Parties desiring entertainment during the meeting will write, by or before October 8th, to H. G. Billings, Esq., 242 South Water Street, Chicago.


It will be seen that our communications from the Southern field are very limited this month. It is, of course, the time of vacation in all our Southern institutions, except a few of the public schools, to the support of which we are contributing, and from which we hear mainly through the larger schools of which their teachers are pupils or graduates. Soon the wheels will begin to revolve again, we trust, with greater effectiveness than ever before.


A confidential word from the Editor to the members of the missionary and teaching force who occasionally write to the Missionary.—Your communications are always read in the most kindly and interested spirit. Their contents are always noted, and if they contain any incident or item which even perhaps may be of general interest to our readers, we use it. Do not be too greatly disappointed or grieved at us if we do not always use them in the form in which they are sent. There are many things which must be weighed in the make-up of a magazine which no one but those who see it all can even know. The Editor’s basket is not a waste basket, even when it receives MSS., for they do not go into it unread, nor do we mean to let any wheat get lost among the chaff, although doubtless we occasionally do. Sometimes an article must be squeezed into an item or be squeezed out. Please keep writing, then, not for your local audience, but for all; or, if you please, as though it were meant for the Editor’s ear alone. Don’t be disappointed—much more, don’t be angry, if all you write does not get into print. And don’t promise anybody, that a certain thing you send will appear in the Missionary; for, after all, the Editor who must decide is in the New York office.


Prof. A. K. Spence and wife arrived in August by steamer “Bolivia,” from an absence of a year in their native Scotland. They have been for ten years connected with Fisk University, and have resumed their work in that institution. By their visit they have been greatly refreshed in health. They have been constantly engaged in private and public effort to interest their Scottish people yet more in our work as related to the Christianization of Africa. With their territorial and commercial interest in that dark continent, British Christians are all the more disposed to care for the religious welfare of the inhabitants of that country. The many friends at the West who have heard the familiar talks of Mrs. Spence, will be prepared to believe that her recital of the Freedman’s story to the sisters of her motherland was greatly acceptable.
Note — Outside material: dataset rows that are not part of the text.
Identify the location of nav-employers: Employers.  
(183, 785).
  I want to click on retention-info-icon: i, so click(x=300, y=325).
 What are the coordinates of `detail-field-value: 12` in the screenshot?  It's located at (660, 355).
Prof. Spence’s mother, who, at the age of eighty-five, recently contributed to the Independent a poem on George McDonald, whom she had known from his childhood, sent on the fee for her article to the treasury of the A. M. A.
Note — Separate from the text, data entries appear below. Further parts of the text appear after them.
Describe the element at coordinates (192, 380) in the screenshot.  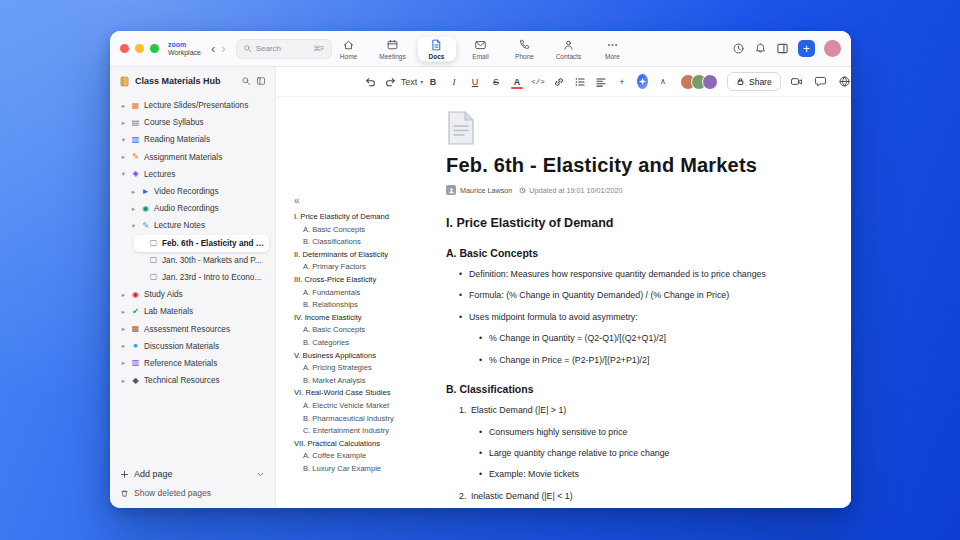
I see `sidebar-item: ▸ ◆ Technical Resources` at that location.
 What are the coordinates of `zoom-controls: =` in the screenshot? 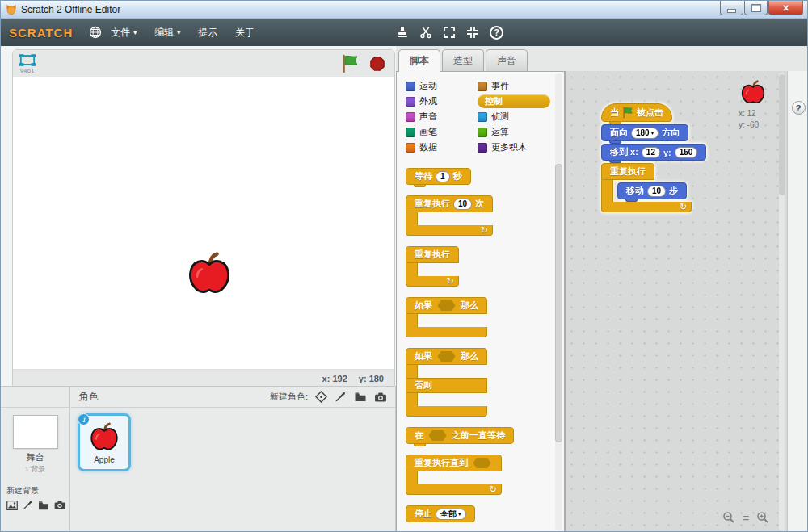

Revivals in Summer Time.—The people of the North, who are apt to be under the respite of vacation at this season of the year, and who are addicted to special efforts for the promotion of revivals in the Winter time, are sometimes surprised to hear of such movements at the South during the heat of Summer. At first it seems quite creditable to the piety of our colored brethren that they should warm up to such service in dog days. But the reason for selecting this season for such service is the same as that which at the North locates it in the Winter. That is the slack time of the year. The corn and the cotton have been laid by, and now there is leisure before the time comes for picking and harvesting. The Association of South-west Texas meets at the middle of July, and refuses to fix any other date for assembling, desiring to use that “set time” for some revival effort, and expecting to bless the entertaining church in that way. We are hearing that nearly all of our churches in the South have been making more or less of special effort.